“There you are!” she said, putting a blue-green paper into his hand. “Ever seen one of these before?”
It was the ticket for the steamer.
This staggered him. A sensible, determined woman, who disappears to buy a steamer-ticket, may be expected to reappear with a steamer-ticket. And yet it staggered him. He could scarcely believe it. She was going, then! She was going! It was inevitable now.
“The boat leaves the Clyde at ten in the morning,” she said, resuming possession of the paper, “so we must go to Glasgow on Friday, and stop the night at an hotel.”
“We?” he murmured, aghast.
“Well,” she said, “you surely won’t let me travel to Glasgow all alone, will you?”
“Her’s a caution, her is!” he privately reflected.
“You can come back on Saturday,” she said; “so that you’ll be in time to collect your rents. There’s an express to Glasgow from Crewe at 1.15, and to catch that we must take the 12.20 at Shawport.”
She had settled every detail.
“And what about my dinner?” he inquired.
“I’m going to set about it instantly,” laughed she.
“I mean my dinner on Friday?” he said.
“Oh, that!” she replied. “There’s a restaurant-car from Crewe. So we can lunch on the train.”
This idea of accompanying her to Glasgow pleased him intensely. “Glasgow isna’ much i’ my line,” he said. “But you wenches do as ye like, seemingly.”
Thus, on the Friday morning, he met her down at Shawport Station. He was in his best clothes, but he had walked. She arrived in a cab, that carried a pagoda of trunks on its fragile roof; she had come straight from her lodgings. There was a quarter of an hour before train-time. He paid for the cab. He also bought one second-class single and one second-class return to Glasgow, while she followed the porter who trundled her luggage. When he came out of the booking-office (minus several gold pieces), she was purchasing papers at the bookstall, and farther up the platform the porter had seized a paste-brush, and was opening a cupboard of labels. An extraordinary scheme presented itself to James Ollerenshaw’s mind, and he trotted up to the porter.
“I’ve seen to the baggage myself,” said Helen, without looking at him.
“All right,” he said.
The porter touched his cap.
“Label that luggage for Crewe,” he whispered to the porter, and passed straight on, as if taking exercise on the platform.
“Yes, sir,” said the porter.
When he got back to Helen of course he had to make conversation with a nonchalant air, in order to hide his guilty feelings.
“So none of ’em has come to see you off!” he observed.
“None of whom?”
“None o’ yer friends.”
“No fear!” she said. “I wouldn’t have it for anything. I do hate and loathe good-byes at a railway station. Don’t you?”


- _WHAT TO WORK ON_: Where the records hold the string "Mood", show the whole line it sits on.

(Dataset rows about figures)
══════════
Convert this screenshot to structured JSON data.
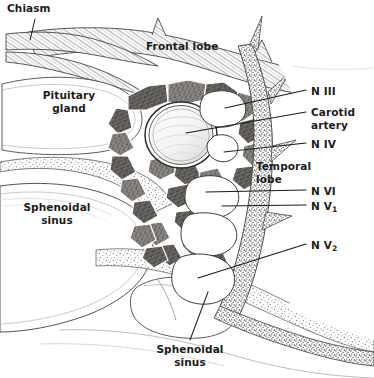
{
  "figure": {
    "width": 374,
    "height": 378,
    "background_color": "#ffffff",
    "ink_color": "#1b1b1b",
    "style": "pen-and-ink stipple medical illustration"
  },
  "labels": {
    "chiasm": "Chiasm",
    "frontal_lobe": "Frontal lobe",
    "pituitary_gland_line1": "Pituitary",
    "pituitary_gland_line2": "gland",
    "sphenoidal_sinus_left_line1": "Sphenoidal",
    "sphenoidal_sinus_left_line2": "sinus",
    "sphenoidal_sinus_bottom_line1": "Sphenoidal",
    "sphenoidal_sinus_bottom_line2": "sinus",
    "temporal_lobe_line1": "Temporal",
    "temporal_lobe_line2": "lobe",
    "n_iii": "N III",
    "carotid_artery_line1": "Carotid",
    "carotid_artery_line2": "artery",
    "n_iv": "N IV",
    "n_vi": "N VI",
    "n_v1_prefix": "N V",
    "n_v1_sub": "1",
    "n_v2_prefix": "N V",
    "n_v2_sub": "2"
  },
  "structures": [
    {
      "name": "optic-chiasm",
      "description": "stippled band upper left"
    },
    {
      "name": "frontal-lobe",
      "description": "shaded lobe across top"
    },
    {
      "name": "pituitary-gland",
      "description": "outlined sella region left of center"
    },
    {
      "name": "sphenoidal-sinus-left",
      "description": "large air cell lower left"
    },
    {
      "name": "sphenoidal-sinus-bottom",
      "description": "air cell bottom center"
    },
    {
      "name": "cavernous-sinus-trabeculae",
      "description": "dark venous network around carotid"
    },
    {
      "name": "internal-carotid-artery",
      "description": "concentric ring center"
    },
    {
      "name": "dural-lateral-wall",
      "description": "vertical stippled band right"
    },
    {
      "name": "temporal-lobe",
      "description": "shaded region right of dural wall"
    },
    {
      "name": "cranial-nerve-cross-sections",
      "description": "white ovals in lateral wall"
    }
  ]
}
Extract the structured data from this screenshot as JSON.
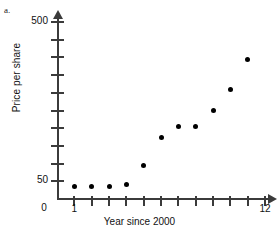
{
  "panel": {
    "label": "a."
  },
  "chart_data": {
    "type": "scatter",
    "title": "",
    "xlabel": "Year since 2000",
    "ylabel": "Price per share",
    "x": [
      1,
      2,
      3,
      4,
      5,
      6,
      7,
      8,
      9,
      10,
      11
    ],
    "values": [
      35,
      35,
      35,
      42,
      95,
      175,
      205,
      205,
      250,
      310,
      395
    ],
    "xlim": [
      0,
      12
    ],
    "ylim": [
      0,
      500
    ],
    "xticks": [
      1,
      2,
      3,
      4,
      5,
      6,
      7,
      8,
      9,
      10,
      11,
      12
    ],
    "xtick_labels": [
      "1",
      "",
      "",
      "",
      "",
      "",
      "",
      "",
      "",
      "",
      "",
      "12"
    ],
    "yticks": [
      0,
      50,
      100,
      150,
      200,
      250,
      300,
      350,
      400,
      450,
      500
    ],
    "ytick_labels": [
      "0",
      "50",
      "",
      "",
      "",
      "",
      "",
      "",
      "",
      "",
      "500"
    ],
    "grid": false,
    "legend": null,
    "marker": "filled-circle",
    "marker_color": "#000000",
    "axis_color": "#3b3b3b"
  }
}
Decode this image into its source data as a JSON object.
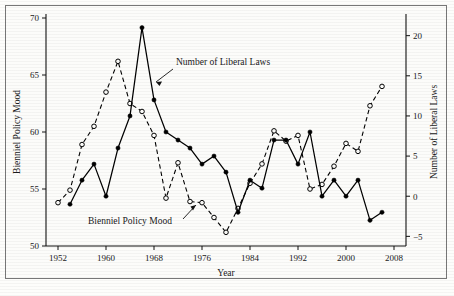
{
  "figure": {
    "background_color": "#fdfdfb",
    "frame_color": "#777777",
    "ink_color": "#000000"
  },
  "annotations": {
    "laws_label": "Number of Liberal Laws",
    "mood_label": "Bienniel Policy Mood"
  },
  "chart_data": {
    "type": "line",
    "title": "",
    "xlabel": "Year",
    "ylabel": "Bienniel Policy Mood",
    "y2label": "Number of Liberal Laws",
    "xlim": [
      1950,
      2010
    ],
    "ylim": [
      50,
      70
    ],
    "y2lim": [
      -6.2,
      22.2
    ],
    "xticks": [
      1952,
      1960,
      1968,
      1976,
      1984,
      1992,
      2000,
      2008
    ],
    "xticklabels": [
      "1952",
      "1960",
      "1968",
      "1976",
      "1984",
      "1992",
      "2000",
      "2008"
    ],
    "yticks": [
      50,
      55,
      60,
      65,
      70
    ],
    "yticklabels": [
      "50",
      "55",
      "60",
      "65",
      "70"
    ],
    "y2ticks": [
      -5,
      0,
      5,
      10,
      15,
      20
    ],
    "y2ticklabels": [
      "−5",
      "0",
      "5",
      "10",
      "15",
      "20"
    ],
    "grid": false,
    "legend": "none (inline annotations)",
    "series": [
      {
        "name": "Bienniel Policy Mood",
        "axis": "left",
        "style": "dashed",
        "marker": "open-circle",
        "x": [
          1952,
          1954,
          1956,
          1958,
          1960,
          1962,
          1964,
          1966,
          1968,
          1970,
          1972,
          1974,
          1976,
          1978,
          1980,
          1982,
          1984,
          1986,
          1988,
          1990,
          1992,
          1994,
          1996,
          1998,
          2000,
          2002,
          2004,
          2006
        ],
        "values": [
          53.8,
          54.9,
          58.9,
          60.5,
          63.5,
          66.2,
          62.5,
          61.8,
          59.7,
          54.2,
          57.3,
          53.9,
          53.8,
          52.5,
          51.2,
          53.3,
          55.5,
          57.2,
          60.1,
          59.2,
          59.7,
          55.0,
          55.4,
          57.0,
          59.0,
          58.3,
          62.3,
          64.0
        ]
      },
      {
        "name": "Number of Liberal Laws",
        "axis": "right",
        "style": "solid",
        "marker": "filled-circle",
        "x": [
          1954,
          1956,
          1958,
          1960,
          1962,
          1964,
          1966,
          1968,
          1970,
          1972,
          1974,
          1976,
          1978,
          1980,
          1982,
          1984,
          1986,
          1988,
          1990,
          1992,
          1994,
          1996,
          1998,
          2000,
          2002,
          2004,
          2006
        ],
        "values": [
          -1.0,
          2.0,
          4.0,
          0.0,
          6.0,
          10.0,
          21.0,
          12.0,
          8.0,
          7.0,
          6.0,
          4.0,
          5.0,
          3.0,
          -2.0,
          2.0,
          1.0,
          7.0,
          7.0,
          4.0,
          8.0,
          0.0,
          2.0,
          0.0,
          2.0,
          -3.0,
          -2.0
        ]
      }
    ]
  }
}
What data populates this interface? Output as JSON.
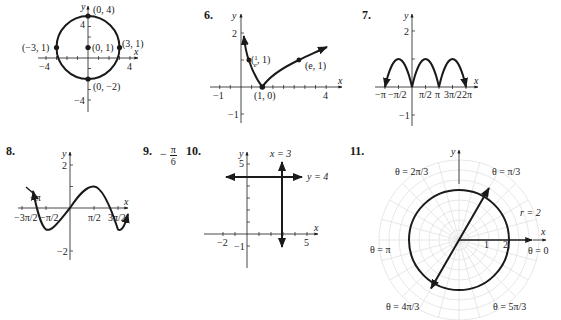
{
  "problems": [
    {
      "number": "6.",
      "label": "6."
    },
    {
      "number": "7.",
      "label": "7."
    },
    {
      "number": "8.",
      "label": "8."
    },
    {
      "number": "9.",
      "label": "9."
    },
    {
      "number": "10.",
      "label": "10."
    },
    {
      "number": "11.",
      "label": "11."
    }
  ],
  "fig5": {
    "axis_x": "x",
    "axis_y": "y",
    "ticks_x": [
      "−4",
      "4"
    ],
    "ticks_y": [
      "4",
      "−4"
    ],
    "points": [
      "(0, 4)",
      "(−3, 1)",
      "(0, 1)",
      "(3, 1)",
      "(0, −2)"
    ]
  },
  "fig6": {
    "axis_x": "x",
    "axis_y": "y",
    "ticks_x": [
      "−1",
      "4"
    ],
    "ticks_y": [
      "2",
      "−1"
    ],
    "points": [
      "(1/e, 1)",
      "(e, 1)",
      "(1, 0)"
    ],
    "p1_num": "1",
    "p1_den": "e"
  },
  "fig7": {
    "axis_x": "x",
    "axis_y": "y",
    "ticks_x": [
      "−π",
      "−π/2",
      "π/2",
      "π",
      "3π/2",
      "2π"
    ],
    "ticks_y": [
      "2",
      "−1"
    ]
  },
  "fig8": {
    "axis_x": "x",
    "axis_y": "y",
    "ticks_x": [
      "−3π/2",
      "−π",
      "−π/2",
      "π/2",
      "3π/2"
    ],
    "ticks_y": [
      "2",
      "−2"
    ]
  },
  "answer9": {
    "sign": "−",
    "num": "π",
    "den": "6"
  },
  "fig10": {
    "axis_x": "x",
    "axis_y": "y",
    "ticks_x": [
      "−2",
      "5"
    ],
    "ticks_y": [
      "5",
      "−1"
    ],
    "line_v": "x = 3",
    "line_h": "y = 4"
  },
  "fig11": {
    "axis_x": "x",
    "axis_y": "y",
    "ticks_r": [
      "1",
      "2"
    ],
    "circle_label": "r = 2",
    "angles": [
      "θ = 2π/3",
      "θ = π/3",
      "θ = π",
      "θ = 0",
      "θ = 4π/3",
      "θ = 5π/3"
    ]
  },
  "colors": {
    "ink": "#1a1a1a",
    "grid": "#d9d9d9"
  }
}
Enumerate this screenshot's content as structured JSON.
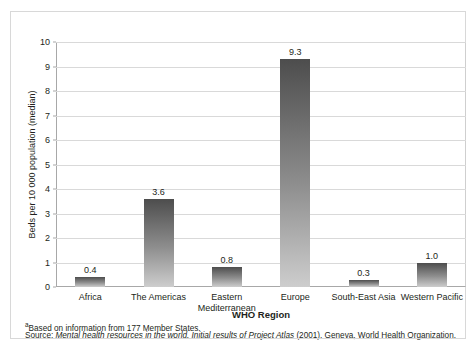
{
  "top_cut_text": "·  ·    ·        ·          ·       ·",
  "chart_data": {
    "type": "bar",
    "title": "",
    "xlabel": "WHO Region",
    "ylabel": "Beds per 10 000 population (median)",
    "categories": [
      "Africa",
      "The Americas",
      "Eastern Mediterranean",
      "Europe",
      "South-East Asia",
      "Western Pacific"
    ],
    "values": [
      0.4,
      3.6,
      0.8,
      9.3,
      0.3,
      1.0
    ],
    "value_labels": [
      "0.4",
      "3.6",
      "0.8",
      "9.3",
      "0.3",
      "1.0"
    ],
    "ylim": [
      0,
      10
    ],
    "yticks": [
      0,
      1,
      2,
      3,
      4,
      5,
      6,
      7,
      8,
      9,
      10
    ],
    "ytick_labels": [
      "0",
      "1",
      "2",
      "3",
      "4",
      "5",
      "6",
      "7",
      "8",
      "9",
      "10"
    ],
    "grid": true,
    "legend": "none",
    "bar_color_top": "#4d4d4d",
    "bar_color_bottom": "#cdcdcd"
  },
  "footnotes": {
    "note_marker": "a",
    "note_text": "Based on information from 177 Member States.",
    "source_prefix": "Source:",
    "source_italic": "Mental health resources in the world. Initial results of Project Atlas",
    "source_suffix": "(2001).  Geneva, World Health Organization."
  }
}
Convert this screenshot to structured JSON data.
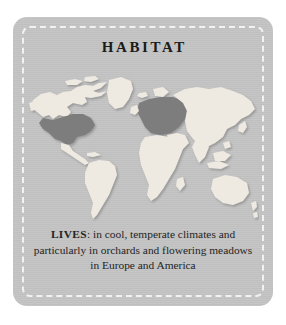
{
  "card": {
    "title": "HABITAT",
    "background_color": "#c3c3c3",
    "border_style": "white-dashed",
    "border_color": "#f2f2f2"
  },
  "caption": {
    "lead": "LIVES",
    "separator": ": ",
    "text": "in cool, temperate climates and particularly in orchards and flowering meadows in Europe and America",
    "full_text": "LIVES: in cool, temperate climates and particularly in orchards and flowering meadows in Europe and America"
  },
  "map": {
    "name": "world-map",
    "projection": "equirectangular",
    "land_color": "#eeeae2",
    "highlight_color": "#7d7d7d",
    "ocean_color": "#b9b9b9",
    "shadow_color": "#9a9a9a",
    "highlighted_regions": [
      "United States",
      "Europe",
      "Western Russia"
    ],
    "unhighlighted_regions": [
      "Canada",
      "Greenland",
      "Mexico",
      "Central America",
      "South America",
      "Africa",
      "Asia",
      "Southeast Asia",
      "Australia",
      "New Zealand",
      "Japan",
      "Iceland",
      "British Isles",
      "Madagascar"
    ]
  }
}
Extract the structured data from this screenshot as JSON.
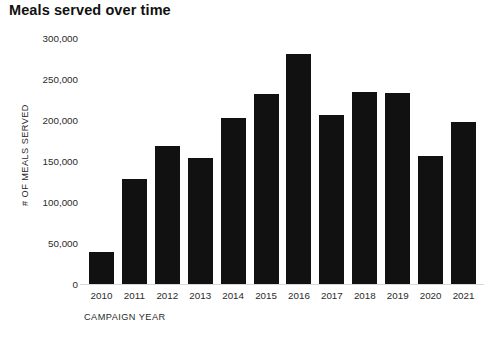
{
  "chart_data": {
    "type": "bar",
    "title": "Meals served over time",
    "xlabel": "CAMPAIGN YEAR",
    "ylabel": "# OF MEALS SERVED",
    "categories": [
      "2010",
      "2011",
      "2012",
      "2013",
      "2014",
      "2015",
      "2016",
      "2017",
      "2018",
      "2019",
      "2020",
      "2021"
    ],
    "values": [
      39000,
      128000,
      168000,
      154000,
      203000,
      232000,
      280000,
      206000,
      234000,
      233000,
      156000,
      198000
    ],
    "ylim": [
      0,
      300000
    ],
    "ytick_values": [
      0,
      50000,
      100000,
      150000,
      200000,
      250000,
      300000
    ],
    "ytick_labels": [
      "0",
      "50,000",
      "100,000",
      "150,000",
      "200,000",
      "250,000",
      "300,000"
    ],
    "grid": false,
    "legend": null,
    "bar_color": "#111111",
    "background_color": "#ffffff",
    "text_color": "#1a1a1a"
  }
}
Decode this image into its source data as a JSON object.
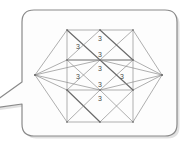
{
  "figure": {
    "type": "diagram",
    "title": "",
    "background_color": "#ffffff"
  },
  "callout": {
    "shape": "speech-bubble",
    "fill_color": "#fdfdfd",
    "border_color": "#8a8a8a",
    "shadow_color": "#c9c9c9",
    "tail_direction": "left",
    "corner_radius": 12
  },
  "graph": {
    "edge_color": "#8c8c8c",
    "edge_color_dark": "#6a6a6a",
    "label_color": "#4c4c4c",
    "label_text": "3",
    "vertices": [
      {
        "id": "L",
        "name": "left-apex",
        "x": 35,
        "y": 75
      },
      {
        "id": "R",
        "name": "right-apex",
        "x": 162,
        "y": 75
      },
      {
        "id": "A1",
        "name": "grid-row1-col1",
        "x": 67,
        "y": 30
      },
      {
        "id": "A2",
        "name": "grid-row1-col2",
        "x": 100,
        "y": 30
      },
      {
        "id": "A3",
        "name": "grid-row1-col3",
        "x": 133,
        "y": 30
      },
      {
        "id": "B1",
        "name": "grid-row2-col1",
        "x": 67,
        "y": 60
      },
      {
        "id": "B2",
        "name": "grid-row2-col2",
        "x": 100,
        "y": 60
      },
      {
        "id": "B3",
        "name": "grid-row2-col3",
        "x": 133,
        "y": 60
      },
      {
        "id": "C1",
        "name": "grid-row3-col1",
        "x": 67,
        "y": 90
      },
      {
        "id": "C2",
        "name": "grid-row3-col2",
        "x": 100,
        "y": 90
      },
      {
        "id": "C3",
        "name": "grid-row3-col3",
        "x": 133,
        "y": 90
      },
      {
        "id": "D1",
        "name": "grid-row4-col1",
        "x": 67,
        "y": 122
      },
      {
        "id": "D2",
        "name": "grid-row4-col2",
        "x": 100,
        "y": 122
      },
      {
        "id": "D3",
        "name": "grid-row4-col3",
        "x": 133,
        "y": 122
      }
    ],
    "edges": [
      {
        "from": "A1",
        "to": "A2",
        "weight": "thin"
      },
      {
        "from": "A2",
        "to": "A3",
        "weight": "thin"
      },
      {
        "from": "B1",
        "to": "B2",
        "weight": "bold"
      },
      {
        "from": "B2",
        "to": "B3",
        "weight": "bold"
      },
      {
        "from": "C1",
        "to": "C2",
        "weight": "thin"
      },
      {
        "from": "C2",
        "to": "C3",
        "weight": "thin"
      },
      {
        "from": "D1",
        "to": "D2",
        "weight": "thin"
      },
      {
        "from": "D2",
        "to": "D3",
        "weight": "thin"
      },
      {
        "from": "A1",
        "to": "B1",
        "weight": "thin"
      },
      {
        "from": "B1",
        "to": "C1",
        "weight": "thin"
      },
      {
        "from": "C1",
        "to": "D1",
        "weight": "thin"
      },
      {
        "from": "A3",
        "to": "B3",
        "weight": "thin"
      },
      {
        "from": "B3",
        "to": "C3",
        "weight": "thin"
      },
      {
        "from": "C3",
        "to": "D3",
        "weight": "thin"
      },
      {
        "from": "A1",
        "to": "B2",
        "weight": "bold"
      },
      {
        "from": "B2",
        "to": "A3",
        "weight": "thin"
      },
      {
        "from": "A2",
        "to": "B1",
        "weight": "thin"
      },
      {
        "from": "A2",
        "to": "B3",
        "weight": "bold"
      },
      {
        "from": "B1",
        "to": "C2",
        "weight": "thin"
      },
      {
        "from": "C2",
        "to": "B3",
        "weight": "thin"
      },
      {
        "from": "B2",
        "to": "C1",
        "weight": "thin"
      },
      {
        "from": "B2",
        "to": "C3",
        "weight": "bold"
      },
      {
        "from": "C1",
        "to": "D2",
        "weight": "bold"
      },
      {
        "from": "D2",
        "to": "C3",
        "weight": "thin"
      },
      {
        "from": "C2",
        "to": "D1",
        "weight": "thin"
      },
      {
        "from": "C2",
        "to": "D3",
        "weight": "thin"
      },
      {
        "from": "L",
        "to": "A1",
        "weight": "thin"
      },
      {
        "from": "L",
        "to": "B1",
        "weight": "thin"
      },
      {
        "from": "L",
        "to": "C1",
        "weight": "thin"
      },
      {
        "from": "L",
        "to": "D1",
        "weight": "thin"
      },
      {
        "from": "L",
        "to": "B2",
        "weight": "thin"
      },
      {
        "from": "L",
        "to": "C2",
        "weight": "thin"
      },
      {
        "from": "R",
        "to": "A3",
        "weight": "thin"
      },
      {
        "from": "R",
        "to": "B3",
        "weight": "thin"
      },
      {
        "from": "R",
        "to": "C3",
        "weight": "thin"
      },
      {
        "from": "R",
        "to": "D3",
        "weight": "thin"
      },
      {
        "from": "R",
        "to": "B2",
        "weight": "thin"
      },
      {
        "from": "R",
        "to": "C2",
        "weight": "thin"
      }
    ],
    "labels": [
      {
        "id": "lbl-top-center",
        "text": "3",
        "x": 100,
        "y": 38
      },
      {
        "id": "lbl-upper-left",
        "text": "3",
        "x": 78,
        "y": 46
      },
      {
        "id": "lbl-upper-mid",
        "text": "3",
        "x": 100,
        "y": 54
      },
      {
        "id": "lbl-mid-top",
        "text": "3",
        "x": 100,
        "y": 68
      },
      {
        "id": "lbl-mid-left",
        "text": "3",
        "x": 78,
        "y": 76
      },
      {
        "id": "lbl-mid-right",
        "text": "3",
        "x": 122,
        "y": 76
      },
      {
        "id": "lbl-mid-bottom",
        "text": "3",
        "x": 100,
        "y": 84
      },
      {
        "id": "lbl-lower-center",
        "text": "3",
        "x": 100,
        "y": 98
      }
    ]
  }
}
══════════
- _RESPONSE TO THIS TASK_:
    "mood_label": "Bienniel Policy Mood"
    "ylabel": "Bienniel Policy Mood",
        "name": "Bienniel Policy Mood",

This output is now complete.